Christianity in Decline
The Copernican Revolution, the ecclesiatical response, the subsequent decline of Christianity, and the CTMU
The decline of Christianity is often considered to have begun with the heliocentric model of Copernicus. Heliocentrism, which says that the Earth and other planets orbit the sun, conflicted with traditional Christian geocentrism, which said that the Earth is the center of the solar system and the location around which orbit the heavens in all their vastness.
The Catholic Church initially tolerated heliocentrism, assuming its consistency with geocentrism and granting Copernicus and his followers the leeway to promote it. But then, in light of contrary observations by philosopher and cosmologist Giordano Bruno, it decided that heliocentrism had to go. Bruno was subsequently burned at the stake, and later, Galileo was persecuted for his own heliocentric leanings.
Today, the problems of Christianity have grown beyond anything imaginable to Christians of the past. In seeming contempt of Christian tradition, Christian leaders from the Pope to the pastors of small neighborhood churches now endorse what used to be sins and heresies from feminism and homosexual marriage to the destructive mass migration of anti-Christian migrants, loyal to Islam, Hinduism, or even Voodoo, to formerly White, predominantly Christian nations by the millions.
This trend rubs many young Christians the wrong way, striking them as decadent, effeminate, and unworthy of a religion whose heroic Crusaders bravely liberated Europe and Jerusalem from murderous Islamic invaders who had terrorized and enslaved Europeans in brutal waves of conquest.
Most of the following dialogue is buried in the comments section of a post on X. I decided to unbury it before it became unrecoverable.
Post (from X): “Basically every pretty Christian girl I’ve spoken to in the past year has had the same complaints about dating: They want to be wives — but the single men at their church aren’t particularly masculine, and guys never ask them out. They ALL say this. It’s the same story EVERY time. Further; I know a lot of tough, masculine men that would ask these women out in a heartbeat. Few of them have a desire to go to church. Not because they don’t care about going to church. They want to go to church, but feel repulsed by the general effeminacy of the experience when they go. They aren’t into the singing, the obvious effeminacy and weakness of the preaching, etc. They’re interested in hard-hitting, uncompromising biblical truths — not an experience that feels like it’s tailored towards women. The fact that churches are completely failing to attract masculine men tells me something is deeply wrong with the church in America. It needs to be fixed. Lose those men, and you’ve lost the country.”
Response: Your hypermasculine theologically inclined friends, if that's what they are, probably don't go to church due to what they see as the low moral and intellectual quality of jealous know-it-all priests and pastors. Under the venal guidance of these shepherds, Christianity is unable to adapt to modern reality.
There's just one way for Christianity to adapt to modern reality consistently with its own nature and ongoing scientific progress, and I pretty much originated it. Yet I seldom hear from self-styled "Christians", ostensibly because Christian flock-tenders are steering them away from the future, back into soundproof rooms under which the floors have rotted out.
One can only surmise that these shepherds are afraid of losing money and power.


• _Task item_
Without the pictures, output the records below word for word.

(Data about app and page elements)
* * * * * * * * *
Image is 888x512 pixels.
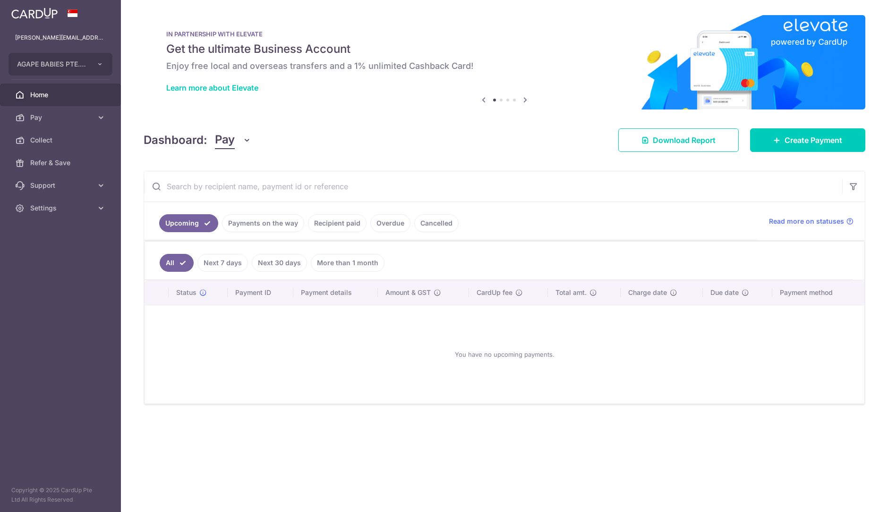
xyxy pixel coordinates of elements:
[652,135,715,146] span: Download Report
[144,15,865,110] img: Renovation banner
[159,214,218,232] a: Upcoming
[311,254,384,272] a: More than 1 month
[215,131,235,149] span: Pay
[30,90,93,100] span: Home
[30,113,93,122] span: Pay
[15,33,106,42] p: [PERSON_NAME][EMAIL_ADDRESS][DOMAIN_NAME]
[618,128,738,152] a: Download Report
[769,217,853,226] a: Read more on statuses
[228,280,293,305] th: Payment ID
[166,30,842,38] p: IN PARTNERSHIP WITH ELEVATE
[144,171,842,202] input: Search by recipient name, payment id or reference
[252,254,307,272] a: Next 30 days
[215,131,251,149] button: Pay
[30,158,93,168] span: Refer & Save
[17,59,87,69] span: AGAPE BABIES PTE. LTD.
[293,280,378,305] th: Payment details
[30,135,93,145] span: Collect
[555,288,586,297] span: Total amt.
[308,214,366,232] a: Recipient paid
[176,288,196,297] span: Status
[156,313,853,396] div: You have no upcoming payments.
[784,135,842,146] span: Create Payment
[476,288,512,297] span: CardUp fee
[750,128,865,152] a: Create Payment
[197,254,248,272] a: Next 7 days
[414,214,458,232] a: Cancelled
[166,60,842,72] h6: Enjoy free local and overseas transfers and a 1% unlimited Cashback Card!
[385,288,431,297] span: Amount & GST
[8,53,112,76] button: AGAPE BABIES PTE. LTD.
[11,8,58,19] img: CardUp
[710,288,738,297] span: Due date
[772,280,864,305] th: Payment method
[222,214,304,232] a: Payments on the way
[166,42,842,57] h5: Get the ultimate Business Account
[166,83,258,93] a: Learn more about Elevate
[30,203,93,213] span: Settings
[370,214,410,232] a: Overdue
[30,181,93,190] span: Support
[628,288,667,297] span: Charge date
[769,217,844,226] span: Read more on statuses
[160,254,194,272] a: All
[144,132,207,149] h4: Dashboard:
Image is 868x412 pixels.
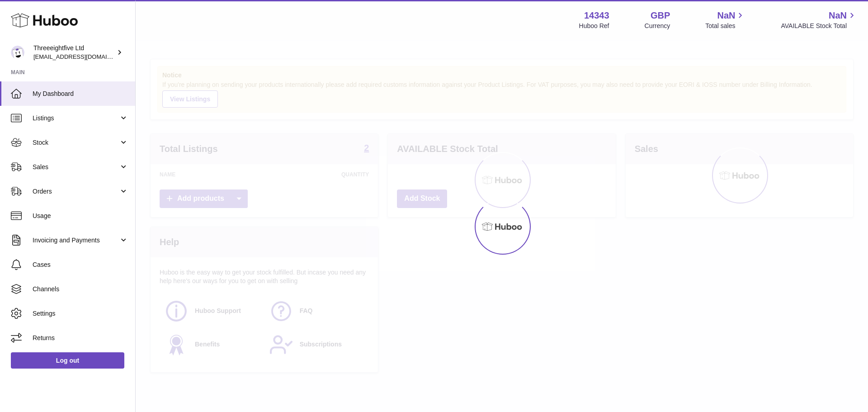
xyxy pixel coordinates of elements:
span: Channels [33,285,129,293]
span: [EMAIL_ADDRESS][DOMAIN_NAME] [33,53,133,60]
div: Threeeightfive Ltd [33,44,115,61]
span: Listings [33,114,119,123]
span: Cases [33,260,129,269]
span: NaN [717,9,735,22]
img: internalAdmin-14343@internal.huboo.com [11,46,24,59]
span: NaN [829,9,847,22]
span: Stock [33,138,119,147]
span: Returns [33,334,129,342]
span: Sales [33,163,119,171]
a: NaN Total sales [706,9,746,30]
a: Log out [11,352,125,369]
span: Settings [33,309,129,318]
strong: 14343 [584,9,609,22]
a: NaN AVAILABLE Stock Total [781,9,857,30]
div: Currency [645,22,671,30]
span: My Dashboard [33,90,129,98]
span: Usage [33,212,129,220]
span: Invoicing and Payments [33,236,119,245]
span: Orders [33,187,119,196]
strong: GBP [651,9,670,22]
span: AVAILABLE Stock Total [781,22,857,30]
span: Total sales [706,22,746,30]
div: Huboo Ref [579,22,609,30]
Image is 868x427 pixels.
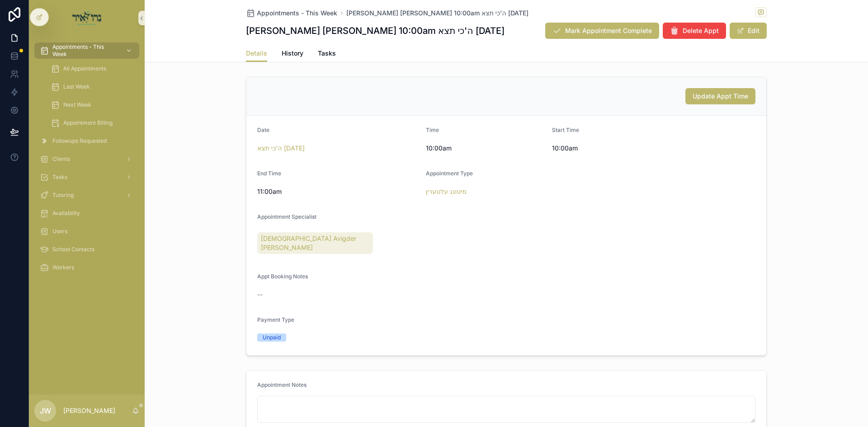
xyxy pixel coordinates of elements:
[565,26,652,35] span: Mark Appointment Complete
[246,45,267,62] a: Details
[34,151,139,167] a: Clients
[257,273,308,280] span: Appt Booking Notes
[426,144,452,153] span: 10:00am
[257,316,294,323] span: Payment Type
[52,43,118,58] span: Appointments - This Week
[426,187,466,196] a: מיטונג עלטערין
[34,43,139,59] a: Appointments - This Week
[34,205,139,221] a: Availability
[246,49,267,58] span: Details
[683,26,719,35] span: Delete Appt
[64,406,115,415] p: [PERSON_NAME]
[346,9,529,17] a: [PERSON_NAME] [PERSON_NAME] 10:00am ה'כי תצא [DATE]
[730,23,767,39] button: Edit
[318,49,336,58] span: Tasks
[45,97,139,113] a: Next Week
[34,241,139,257] a: School Contacts
[34,259,139,276] a: Workers
[693,91,748,101] span: Update Appt Time
[52,210,80,217] span: Availability
[318,45,336,63] a: Tasks
[545,23,659,39] button: Mark Appointment Complete
[52,156,70,163] span: Clients
[686,88,755,104] button: Update Appt Time
[426,126,439,133] span: Time
[52,192,73,199] span: Tutoring
[34,223,139,239] a: Users
[72,11,101,25] img: App logo
[29,36,145,287] div: scrollable content
[261,234,370,252] span: [DEMOGRAPHIC_DATA] Avigder [PERSON_NAME]
[257,232,373,254] a: [DEMOGRAPHIC_DATA] Avigder [PERSON_NAME]
[52,228,68,235] span: Users
[256,9,338,17] span: Appointments - This Week
[52,246,94,253] span: School Contacts
[257,382,307,388] span: Appointment Notes
[34,169,139,185] a: Tasks
[64,119,113,126] span: Appointment Billing
[552,144,578,153] span: 10:00am
[663,23,726,39] button: Delete Appt
[263,333,281,341] div: Unpaid
[45,115,139,131] a: Appointment Billing
[257,126,269,133] span: Date
[257,170,281,177] span: End Time
[34,133,139,149] a: Followups Requested
[34,187,139,203] a: Tutoring
[40,405,51,416] span: JW
[246,9,338,17] a: Appointments - This Week
[64,101,92,108] span: Next Week
[282,45,303,63] a: History
[64,83,90,90] span: Last Week
[246,24,504,37] h1: [PERSON_NAME] [PERSON_NAME] 10:00am ה'כי תצא [DATE]
[257,213,317,220] span: Appointment Specialist
[52,174,68,181] span: Tasks
[257,290,263,299] span: --
[45,61,139,77] a: All Appointments
[257,144,305,153] a: ה'כי תצא [DATE]
[45,79,139,95] a: Last Week
[552,126,579,133] span: Start Time
[52,137,107,144] span: Followups Requested
[64,65,106,72] span: All Appointments
[257,187,282,196] span: 11:00am
[282,49,303,58] span: History
[52,264,74,271] span: Workers
[426,170,473,177] span: Appointment Type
* * * * * * * * *
• _Exercise output_
Image is 888x512 pixels.
xyxy pixel coordinates of elements:
[652,135,715,146] span: Download Report
[144,15,865,110] img: Renovation banner
[159,214,218,232] a: Upcoming
[311,254,384,272] a: More than 1 month
[215,131,235,149] span: Pay
[30,90,93,100] span: Home
[30,113,93,122] span: Pay
[15,33,106,42] p: [PERSON_NAME][EMAIL_ADDRESS][DOMAIN_NAME]
[618,128,738,152] a: Download Report
[769,217,853,226] a: Read more on statuses
[228,280,293,305] th: Payment ID
[166,30,842,38] p: IN PARTNERSHIP WITH ELEVATE
[144,171,842,202] input: Search by recipient name, payment id or reference
[252,254,307,272] a: Next 30 days
[215,131,251,149] button: Pay
[30,158,93,168] span: Refer & Save
[17,59,87,69] span: AGAPE BABIES PTE. LTD.
[293,280,378,305] th: Payment details
[30,135,93,145] span: Collect
[555,288,586,297] span: Total amt.
[308,214,366,232] a: Recipient paid
[176,288,196,297] span: Status
[156,313,853,396] div: You have no upcoming payments.
[784,135,842,146] span: Create Payment
[476,288,512,297] span: CardUp fee
[750,128,865,152] a: Create Payment
[197,254,248,272] a: Next 7 days
[414,214,458,232] a: Cancelled
[166,60,842,72] h6: Enjoy free local and overseas transfers and a 1% unlimited Cashback Card!
[385,288,431,297] span: Amount & GST
[8,53,112,76] button: AGAPE BABIES PTE. LTD.
[11,8,58,19] img: CardUp
[710,288,738,297] span: Due date
[772,280,864,305] th: Payment method
[222,214,304,232] a: Payments on the way
[166,42,842,57] h5: Get the ultimate Business Account
[166,83,258,93] a: Learn more about Elevate
[30,203,93,213] span: Settings
[370,214,410,232] a: Overdue
[30,181,93,190] span: Support
[628,288,667,297] span: Charge date
[769,217,844,226] span: Read more on statuses
[160,254,194,272] a: All
[144,132,207,149] h4: Dashboard:
Image is 868x412 pixels.
xyxy pixel coordinates of elements:
span: Channels [33,285,129,293]
span: [EMAIL_ADDRESS][DOMAIN_NAME] [33,53,133,60]
div: Threeeightfive Ltd [33,44,115,61]
span: Listings [33,114,119,123]
span: Cases [33,260,129,269]
span: NaN [717,9,735,22]
img: internalAdmin-14343@internal.huboo.com [11,46,24,59]
span: NaN [829,9,847,22]
span: Stock [33,138,119,147]
span: Returns [33,334,129,342]
span: Sales [33,163,119,171]
a: NaN Total sales [706,9,746,30]
a: Log out [11,352,125,369]
span: Settings [33,309,129,318]
strong: 14343 [584,9,609,22]
a: NaN AVAILABLE Stock Total [781,9,857,30]
div: Currency [645,22,671,30]
span: My Dashboard [33,90,129,98]
span: Usage [33,212,129,220]
span: Invoicing and Payments [33,236,119,245]
span: Orders [33,187,119,196]
strong: GBP [651,9,670,22]
span: AVAILABLE Stock Total [781,22,857,30]
span: Total sales [706,22,746,30]
div: Huboo Ref [579,22,609,30]
Image is 868x427 pixels.
xyxy pixel coordinates of elements:
[565,26,652,35] span: Mark Appointment Complete
[246,45,267,62] a: Details
[34,151,139,167] a: Clients
[257,273,308,280] span: Appt Booking Notes
[426,144,452,153] span: 10:00am
[257,316,294,323] span: Payment Type
[52,43,118,58] span: Appointments - This Week
[426,187,466,196] a: מיטונג עלטערין
[34,43,139,59] a: Appointments - This Week
[34,205,139,221] a: Availability
[246,49,267,58] span: Details
[683,26,719,35] span: Delete Appt
[64,406,115,415] p: [PERSON_NAME]
[346,9,529,17] a: [PERSON_NAME] [PERSON_NAME] 10:00am ה'כי תצא [DATE]
[730,23,767,39] button: Edit
[318,49,336,58] span: Tasks
[45,97,139,113] a: Next Week
[34,241,139,257] a: School Contacts
[34,259,139,276] a: Workers
[693,91,748,101] span: Update Appt Time
[52,210,80,217] span: Availability
[318,45,336,63] a: Tasks
[545,23,659,39] button: Mark Appointment Complete
[52,156,70,163] span: Clients
[686,88,755,104] button: Update Appt Time
[426,126,439,133] span: Time
[52,192,73,199] span: Tutoring
[34,223,139,239] a: Users
[72,11,101,25] img: App logo
[29,36,145,287] div: scrollable content
[261,234,370,252] span: [DEMOGRAPHIC_DATA] Avigder [PERSON_NAME]
[257,232,373,254] a: [DEMOGRAPHIC_DATA] Avigder [PERSON_NAME]
[52,228,68,235] span: Users
[256,9,338,17] span: Appointments - This Week
[52,246,94,253] span: School Contacts
[257,382,307,388] span: Appointment Notes
[34,169,139,185] a: Tasks
[64,119,113,126] span: Appointment Billing
[552,144,578,153] span: 10:00am
[663,23,726,39] button: Delete Appt
[263,333,281,341] div: Unpaid
[45,115,139,131] a: Appointment Billing
[257,126,269,133] span: Date
[257,170,281,177] span: End Time
[34,133,139,149] a: Followups Requested
[34,187,139,203] a: Tutoring
[40,405,51,416] span: JW
[246,9,338,17] a: Appointments - This Week
[64,101,92,108] span: Next Week
[282,45,303,63] a: History
[64,83,90,90] span: Last Week
[246,24,504,37] h1: [PERSON_NAME] [PERSON_NAME] 10:00am ה'כי תצא [DATE]
[257,213,317,220] span: Appointment Specialist
[52,174,68,181] span: Tasks
[257,290,263,299] span: --
[45,61,139,77] a: All Appointments
[257,144,305,153] a: ה'כי תצא [DATE]
[45,79,139,95] a: Last Week
[552,126,579,133] span: Start Time
[52,137,107,144] span: Followups Requested
[64,65,106,72] span: All Appointments
[257,187,282,196] span: 11:00am
[282,49,303,58] span: History
[52,264,74,271] span: Workers
[426,170,473,177] span: Appointment Type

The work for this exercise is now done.